Roster Guide
Sudden Attack Zero Point Characters
Sudden Attack Zero Point characters are cosmetic operators, not Valorant-style agents: picking one changes how you look and which passive utility perks you carry, never which buttons you press. The Final Closed Beta (July 9-13, 2026) ships 10 playable characters, headlined by the two free base operators Berek on the Red faction and Raven on the Blue faction. The rest are premium "Prime" models reworked from the original 20-year-old Sudden Attack franchise, each bundling a subset of passive functions like footstep-volume reduction, a grenade-radius warning, jump-sound muting, a hit marker, and minimap enhancement. Nexon has not published the full names of all 10 yet, so this page covers the confirmed system, the two base picks, and how to choose the traits that matter for Bomb Defusal and Team Deathmatch.
How Sudden Attack Zero Point characters work
Unlike hero shooters, Sudden Attack Zero Point characters have no active abilities, cooldowns, or ultimates. Every operator fires the same shared arsenal of 13 primary and 4 secondary weapons, and rounds still play out as pure gunfights with no health regeneration. What a character changes is a bundle of passive "functions" that run quietly in the background: jump-sound mute (your landings make no noise), grenade-radius warning (a visual cue for incoming frag range), footstep-volume reduction for you and nearby allies, a hit marker confirming damage, and minimap enhancement for cleaner map reads.
Nexon groups the premium models under the banner "Prime" characters, reworked cosmetic bodies drawn from two decades of the original Sudden Attack roster, layered with camo-style protective coloring, custom voice lines, and set bonuses when pieces are combined. The phrase "different traits" that Nexon uses for the 10 operators refers to which subset of these functions each one carries, not to unique powers. Because some functions touch audio information (footsteps, jump noise) they carry real competitive weight in a round-based mode where sound tells you where the enemy is. Skins and cosmetics attach on top of the weapon customization system, which is separate from the character you equip.
The Final Closed Beta roster (Berek, Raven and 8 more)
The Final Closed Beta fields 10 playable characters split across the two factions used by Bomb Defusal, Red (Attack) and Blue (Defense). The two you start with cost nothing: Basic Red is Berek (베렉) and Basic Blue is Raven (레이븐). These base operators are the reference point, functional enough to play every mode, learn the 4 Bomb Defusal maps and 2 close-quarters TDM maps, and win rounds without spending anything.
The other eight slots are filled by Prime models that layer additional passive functions and cosmetic flair on top of that baseline. Nexon has not published the full names of the remaining eight operators, and the fan-circulated "Prime" name lists (celebrity collaborations and returning franchise faces) outnumber the confirmed count of 10, so treat any single unofficial name with caution until the live client or patch notes list it. What is confirmed is the structure: 2 free base operators plus 8 premium Primes, every one of them sharing the same guns and the same no-regen, round-based gunplay, differentiated only by which utility functions and set bonuses they bundle.
How to choose your character
Start on Berek or Raven. Because the base operators play every mode and cost nothing, they let you learn map callouts, spray control, and the parts system before committing to a premium Prime. In Bomb Defusal, where a single footstep can give away a rotation or a defuse, prioritize a character whose functions lean toward audio control: footstep-volume reduction and jump-sound mute directly shrink the information you hand the enemy team. Grenade-radius warning helps most on the Attack side, where you push through choke points into pre-aimed utility.
For Team Deathmatch on the two small close-quarters maps, sound cover matters less than fast information, so a hit marker (instant damage confirmation for follow-up shots) and minimap enhancement pull ahead in value. Match the faction to how you like to play: Red is the Attack side that plants, Blue is the Defense side that holds and retakes. None of these functions replaces aim or positioning, and none gates a weapon behind it, so a free base operator with good fundamentals still beats a premium Prime played loose. Browse the other game modes to see which functions reward your style before you spend.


**Activity:** Find how many lines below mention "pakistan". Nothing but the number is needed.

**Records shown:**
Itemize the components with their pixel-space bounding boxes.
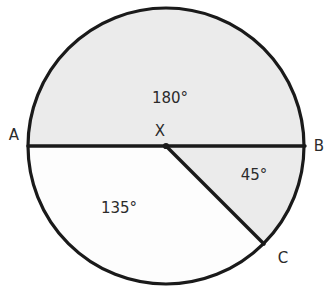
circle-diagram-svg: 180° 45° 135° A B X C xyxy=(0,0,334,291)
point-label-c: C xyxy=(278,249,288,267)
circle-diagram: 180° 45° 135° A B X C xyxy=(0,0,334,291)
point-label-a: A xyxy=(9,126,20,144)
center-point-marker xyxy=(163,143,169,149)
point-label-b: B xyxy=(314,137,324,155)
point-label-x: X xyxy=(155,122,165,140)
angle-label-45: 45° xyxy=(241,166,268,184)
angle-label-135: 135° xyxy=(101,199,137,217)
angle-label-180: 180° xyxy=(152,89,188,107)
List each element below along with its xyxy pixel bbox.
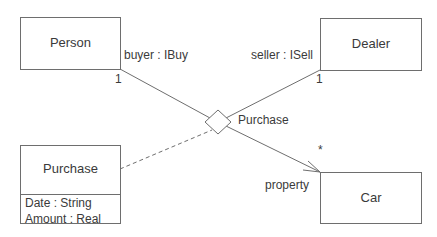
- multiplicity-dealer: 1: [316, 72, 323, 86]
- association-line-person: [120, 69, 210, 118]
- class-name: Purchase: [21, 161, 120, 176]
- role-label-seller: seller : ISell: [251, 48, 313, 62]
- attribute-date: Date : String: [21, 195, 120, 211]
- class-name: Car: [321, 190, 421, 205]
- multiplicity-person: 1: [115, 72, 122, 86]
- role-label-property: property: [265, 178, 309, 192]
- class-person[interactable]: Person: [20, 17, 121, 70]
- association-line-car: [226, 126, 320, 172]
- association-name-label: Purchase: [238, 113, 289, 127]
- class-purchase[interactable]: Purchase Date : String Amount : Real: [20, 145, 121, 224]
- class-name-compartment: Purchase: [21, 146, 120, 195]
- multiplicity-car: *: [318, 143, 323, 157]
- class-car[interactable]: Car: [320, 172, 422, 224]
- association-diamond-icon: [205, 110, 231, 134]
- class-dealer[interactable]: Dealer: [320, 18, 422, 71]
- association-line-dealer: [226, 70, 320, 118]
- class-name: Person: [21, 35, 120, 50]
- role-label-buyer: buyer : IBuy: [124, 48, 188, 62]
- attribute-amount: Amount : Real: [21, 211, 120, 227]
- class-name: Dealer: [321, 36, 421, 51]
- attribute-compartment: Date : String Amount : Real: [21, 195, 120, 227]
- association-class-dashed-line: [120, 130, 212, 169]
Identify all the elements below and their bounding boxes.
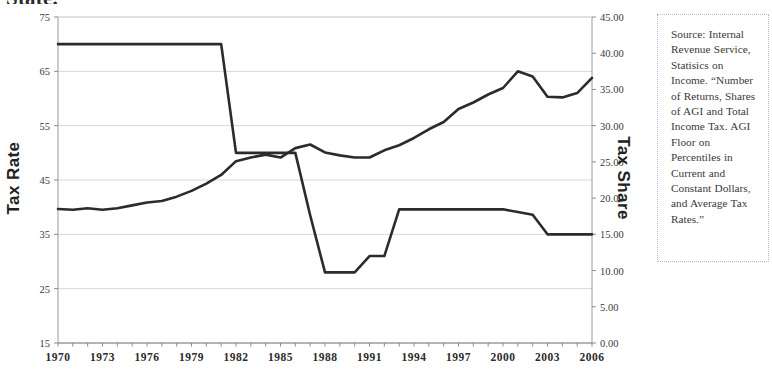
- tick-label-left: 35: [40, 229, 51, 240]
- tick-label-x: 1973: [90, 351, 115, 363]
- line-chart: 7565554535251545.0040.0035.0030.0025.002…: [0, 0, 640, 370]
- y-axis-left-title: Tax Rate: [4, 133, 24, 223]
- tick-label-right: 0.00: [600, 338, 618, 349]
- chart-region: 7565554535251545.0040.0035.0030.0025.002…: [0, 0, 640, 370]
- tick-label-x: 1988: [313, 351, 338, 363]
- tick-label-x: 1970: [46, 351, 71, 363]
- source-note-text: Source: Internal Revenue Service, Statis…: [671, 27, 759, 227]
- tick-label-x: 2003: [535, 351, 560, 363]
- tick-label-right: 10.00: [600, 266, 624, 277]
- tick-label-right: 35.00: [600, 84, 624, 95]
- tick-label-right: 15.00: [600, 229, 624, 240]
- tick-label-right: 30.00: [600, 121, 624, 132]
- tick-label-right: 40.00: [600, 48, 624, 59]
- tick-label-left: 45: [40, 175, 51, 186]
- tick-label-x: 1976: [135, 351, 160, 363]
- tick-label-x: 1994: [402, 351, 427, 363]
- tick-label-left: 25: [40, 284, 51, 295]
- tick-label-x: 1985: [268, 351, 293, 363]
- tick-label-right: 45.00: [600, 12, 624, 23]
- y-axis-right-title: Tax Share: [613, 133, 633, 223]
- tick-label-right: 5.00: [600, 302, 618, 313]
- source-note-box: Source: Internal Revenue Service, Statis…: [657, 14, 769, 262]
- tick-label-x: 2000: [491, 351, 516, 363]
- tick-label-left: 55: [40, 121, 51, 132]
- tick-label-left: 15: [40, 338, 51, 349]
- tick-label-left: 75: [40, 12, 51, 23]
- tick-label-x: 1982: [224, 351, 249, 363]
- tick-label-x: 1997: [446, 351, 471, 363]
- tick-label-x: 2006: [580, 351, 605, 363]
- tick-label-x: 1979: [179, 351, 204, 363]
- tick-label-x: 1991: [357, 351, 382, 363]
- data-line-tax-share: [58, 71, 592, 209]
- tick-label-left: 65: [40, 66, 51, 77]
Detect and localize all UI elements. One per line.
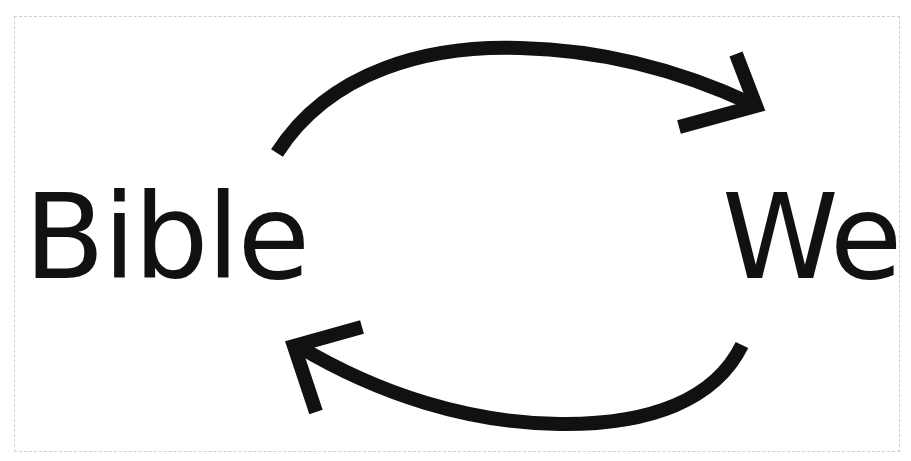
cycle-arrows xyxy=(0,0,911,461)
arrow-bible-to-we xyxy=(277,48,756,153)
arrow-we-to-bible xyxy=(294,327,742,424)
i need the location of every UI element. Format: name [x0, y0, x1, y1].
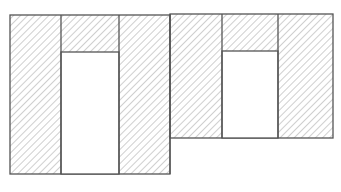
cross-section-diagram: [0, 0, 341, 192]
right-block-recess: [222, 51, 278, 138]
left-block: [10, 15, 170, 174]
right-block: [170, 14, 333, 138]
left-block-recess: [61, 52, 119, 174]
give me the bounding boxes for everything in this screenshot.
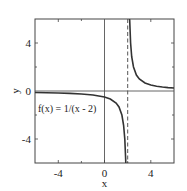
function-plot: -4 0 4 4 0 -4 x y f(x) = 1/(x - 2) (0, 0, 187, 191)
ytick-label-neg4: -4 (22, 133, 32, 145)
curve-right-branch (130, 19, 175, 88)
function-annotation: f(x) = 1/(x - 2) (38, 103, 96, 115)
ytick-label-4: 4 (26, 37, 32, 49)
xtick-label-4: 4 (148, 167, 154, 179)
y-axis-label: y (9, 88, 21, 94)
ytick-label-0: 0 (26, 85, 32, 97)
x-axis-label: x (102, 177, 108, 189)
xtick-label-neg4: -4 (54, 167, 64, 179)
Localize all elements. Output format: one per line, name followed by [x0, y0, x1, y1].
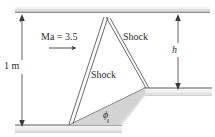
shock-upper-label: Shock [123, 32, 148, 42]
top-wall [15, 6, 210, 13]
mach-number-label: Ma = 3.5 [41, 32, 77, 42]
ramp-angle-label: ϕ [103, 110, 108, 120]
supersonic-ramp-shock-diagram: Ma = 3.5 1 m h Shock Shock ϕ [0, 0, 215, 137]
shock-lower-label: Shock [91, 70, 116, 80]
inlet-height-label: 1 m [4, 61, 19, 71]
exit-height-label: h [172, 45, 177, 55]
bottom-wall [15, 125, 122, 133]
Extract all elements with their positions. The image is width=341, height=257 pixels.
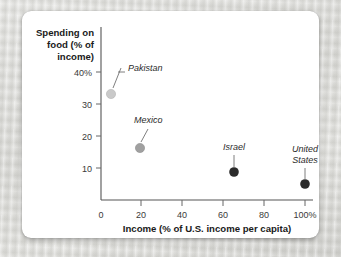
y-axis-title-line-2: food (% of: [47, 39, 95, 50]
y-axis-ticks: [96, 72, 101, 168]
chart-svg: Spending on food (% of income) 40% 30 20…: [22, 11, 319, 238]
data-point-mexico[interactable]: [135, 143, 144, 152]
x-tick-label-60: 60: [218, 210, 228, 220]
y-tick-label-40: 40%: [74, 68, 92, 78]
x-axis-title: Income (% of U.S. income per capita): [123, 223, 291, 234]
data-label-united-states-line-1: United: [292, 144, 319, 154]
chart-card: Spending on food (% of income) 40% 30 20…: [22, 11, 319, 238]
x-tick-label-100: 100%: [293, 210, 316, 220]
data-point-united-states[interactable]: [300, 179, 310, 189]
y-axis-title-line-1: Spending on: [36, 27, 94, 38]
leader-line-mexico: [141, 129, 148, 142]
data-label-united-states-line-2: States: [292, 155, 318, 165]
y-tick-label-20: 20: [82, 132, 92, 142]
scatter-plot: Spending on food (% of income) 40% 30 20…: [22, 11, 319, 238]
data-label-pakistan: Pakistan: [128, 63, 163, 73]
data-point-pakistan[interactable]: [106, 89, 115, 98]
x-tick-label-0: 0: [98, 210, 103, 220]
x-tick-label-80: 80: [259, 210, 269, 220]
y-tick-label-30: 30: [82, 100, 92, 110]
data-label-israel: Israel: [223, 142, 246, 152]
data-point-israel[interactable]: [229, 167, 239, 177]
y-tick-label-10: 10: [82, 164, 92, 174]
x-tick-label-20: 20: [136, 210, 146, 220]
data-label-mexico: Mexico: [134, 115, 163, 125]
leader-line-pakistan: [113, 68, 121, 88]
x-axis-ticks: [141, 200, 305, 206]
y-axis-title-line-3: income): [57, 51, 94, 62]
x-tick-label-40: 40: [177, 210, 187, 220]
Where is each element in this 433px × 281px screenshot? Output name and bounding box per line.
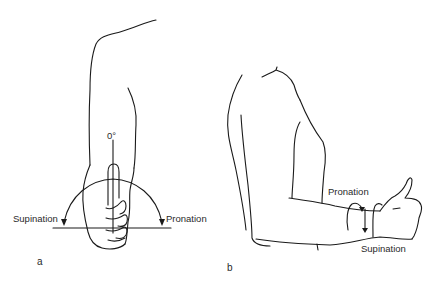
supination-label-panel-b: Supination: [361, 243, 406, 254]
panel-a-letter: a: [37, 256, 43, 267]
forearm-rotation-diagram: [0, 0, 433, 281]
supination-label-panel-a: Supination: [13, 213, 58, 224]
pronation-label-panel-a: Pronation: [166, 213, 207, 224]
panel-b-letter: b: [227, 262, 233, 273]
panel-b-arm-drawing: [228, 67, 422, 250]
pronation-label-panel-b: Pronation: [328, 186, 369, 197]
angle-label-zero-degrees: 0°: [107, 130, 116, 141]
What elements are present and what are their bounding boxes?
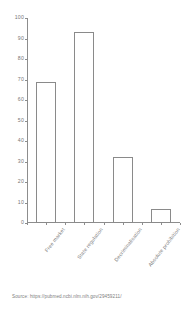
y-axis-tick-label: 90 xyxy=(0,36,24,41)
x-axis-category-label: Absolute prohibition xyxy=(147,227,181,268)
x-axis-tick-mark xyxy=(84,223,85,225)
y-axis-tick-label: 40 xyxy=(0,138,24,143)
x-axis-tick-mark xyxy=(142,223,143,225)
bar xyxy=(36,82,56,223)
x-axis-tick-mark xyxy=(27,223,28,225)
y-axis-tick-label: 60 xyxy=(0,97,24,102)
x-axis-tick-mark xyxy=(65,223,66,225)
y-axis-tick-label: 0 xyxy=(0,220,24,225)
plot-area xyxy=(27,18,180,223)
x-axis-category-label: Decriminalisation xyxy=(113,227,143,263)
bar xyxy=(151,209,171,223)
chart-figure: 0102030405060708090100 Free marketState … xyxy=(0,0,193,313)
source-note: Source: https://pubmed.ncbi.nlm.nih.gov/… xyxy=(12,294,122,300)
y-axis-tick-label: 10 xyxy=(0,200,24,205)
x-axis-tick-mark xyxy=(123,223,124,225)
x-axis-tick-mark xyxy=(161,223,162,225)
bar xyxy=(113,157,133,223)
y-axis-tick-label: 50 xyxy=(0,118,24,123)
y-axis-tick-label: 20 xyxy=(0,179,24,184)
y-axis-tick-label: 70 xyxy=(0,77,24,82)
y-axis-tick-label: 80 xyxy=(0,56,24,61)
x-axis-category-label: State regulation xyxy=(77,227,105,260)
x-axis-category-label: Free market xyxy=(44,227,66,253)
bar xyxy=(74,32,94,223)
x-axis-tick-mark xyxy=(180,223,181,225)
x-axis-tick-mark xyxy=(46,223,47,225)
y-axis-tick-label: 30 xyxy=(0,159,24,164)
x-axis-tick-mark xyxy=(104,223,105,225)
y-axis-tick-label: 100 xyxy=(0,15,24,20)
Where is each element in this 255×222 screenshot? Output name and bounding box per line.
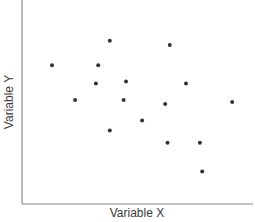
data-point — [200, 169, 204, 173]
data-point — [230, 100, 234, 104]
data-point — [163, 102, 167, 106]
scatter-chart: Variable X Variable Y — [0, 0, 255, 222]
data-point — [73, 98, 77, 102]
data-point — [122, 98, 126, 102]
data-point — [166, 141, 170, 145]
data-points — [50, 39, 234, 174]
data-point — [124, 80, 128, 84]
data-point — [108, 39, 112, 43]
data-point — [168, 43, 172, 47]
data-point — [198, 141, 202, 145]
data-point — [94, 82, 98, 86]
data-point — [140, 118, 144, 122]
data-point — [96, 63, 100, 67]
y-axis-label: Variable Y — [2, 75, 16, 129]
plot-area — [22, 0, 253, 204]
data-point — [184, 82, 188, 86]
x-axis-label: Variable X — [110, 206, 164, 220]
data-point — [50, 63, 54, 67]
data-point — [108, 129, 112, 133]
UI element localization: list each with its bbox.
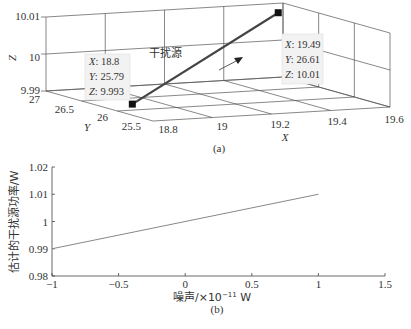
datatip-start: X: 18.8 Y: 25.79 Z: 9.993 — [85, 54, 130, 100]
datatip-z: Z: 10.01 — [285, 69, 320, 80]
y-tick: 25.5 — [122, 120, 142, 132]
data-point-start[interactable] — [129, 101, 136, 108]
x-tick: 19.6 — [384, 113, 404, 125]
annotation-interference-source: 干扰源 — [149, 46, 182, 60]
x-tick-label: 0 — [182, 278, 188, 290]
floor-gridline-x — [165, 84, 272, 114]
z-tick: 10.01 — [15, 10, 40, 22]
series-line-estimated-power — [52, 194, 318, 249]
y-tick-label: 0.98 — [29, 270, 49, 282]
y-axis-label: 估计的干扰源功率/W — [7, 171, 21, 274]
x-tick-label: 0.5 — [245, 278, 259, 290]
datatip-z: Z: 9.993 — [89, 86, 124, 97]
panel-a-3d-plot: 10.01 10 9.99 Z 27 26.5 26 25.5 Y 18.8 1… — [6, 3, 404, 155]
y-axis-label: Y — [84, 121, 92, 133]
x-tick: 19.4 — [327, 115, 347, 127]
arrow-head-icon — [234, 57, 243, 64]
y-tick-label: 0.99 — [29, 243, 49, 255]
x-tick-label: 1 — [316, 278, 322, 290]
panel-label-a: (a) — [213, 142, 226, 155]
x-tick: 18.8 — [158, 123, 178, 135]
z-tick: 10 — [29, 51, 41, 63]
y-tick: 26.5 — [55, 103, 75, 115]
figure: 10.01 10 9.99 Z 27 26.5 26 25.5 Y 18.8 1… — [0, 0, 411, 329]
y-tick: 26 — [97, 111, 109, 123]
y-tick-label: 1.02 — [29, 161, 48, 173]
datatip-y: Y: 26.61 — [285, 54, 320, 65]
x-axis-label: 噪声/×10−11 W — [173, 290, 251, 304]
x-tick: 19.2 — [270, 118, 289, 130]
x-tick-label: 1.5 — [378, 278, 392, 290]
floor-gridline-y — [117, 97, 354, 111]
data-point-end[interactable] — [275, 9, 282, 16]
side-gridline-z — [283, 3, 390, 33]
x-tick-label: −0.5 — [109, 278, 129, 290]
x-tick: 19 — [217, 120, 229, 132]
datatip-x: X: 18.8 — [88, 56, 119, 67]
y-tick-label: 1 — [43, 216, 49, 228]
panel-label-b: (b) — [211, 303, 224, 316]
datatip-x: X: 19.49 — [284, 39, 321, 50]
y-ticks: 0.980.9911.011.02 — [29, 161, 55, 282]
floor-gridline-x — [224, 81, 331, 111]
y-tick-label: 1.01 — [29, 188, 48, 200]
x-ticks: −1−0.500.511.5 — [46, 273, 392, 290]
datatip-y: Y: 25.79 — [89, 71, 124, 82]
z-axis-label: Z — [6, 54, 18, 61]
datatip-end: X: 19.49 Y: 26.61 Z: 10.01 — [282, 34, 323, 84]
axes-frame — [52, 167, 385, 276]
y-tick: 27 — [29, 93, 41, 105]
panel-b-line-plot: −1−0.500.511.5 0.980.9911.011.02 估计的干扰源功… — [7, 161, 392, 316]
x-axis-label: X — [281, 131, 290, 143]
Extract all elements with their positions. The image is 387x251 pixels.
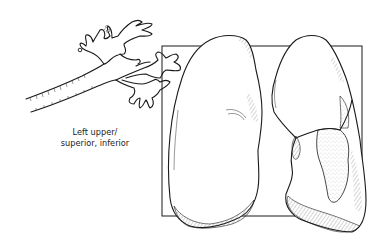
figure-caption: Left upper/ superior, inferior [40,127,150,149]
caption-line-2: superior, inferior [40,138,150,149]
illustration-canvas: Left upper/ superior, inferior [0,0,387,251]
lung-right [169,36,263,229]
bronchial-tree [26,21,181,113]
lung-illustration [0,0,387,251]
caption-line-1: Left upper/ [40,127,150,138]
lung-left [272,36,366,233]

**Answer to this problem:** 3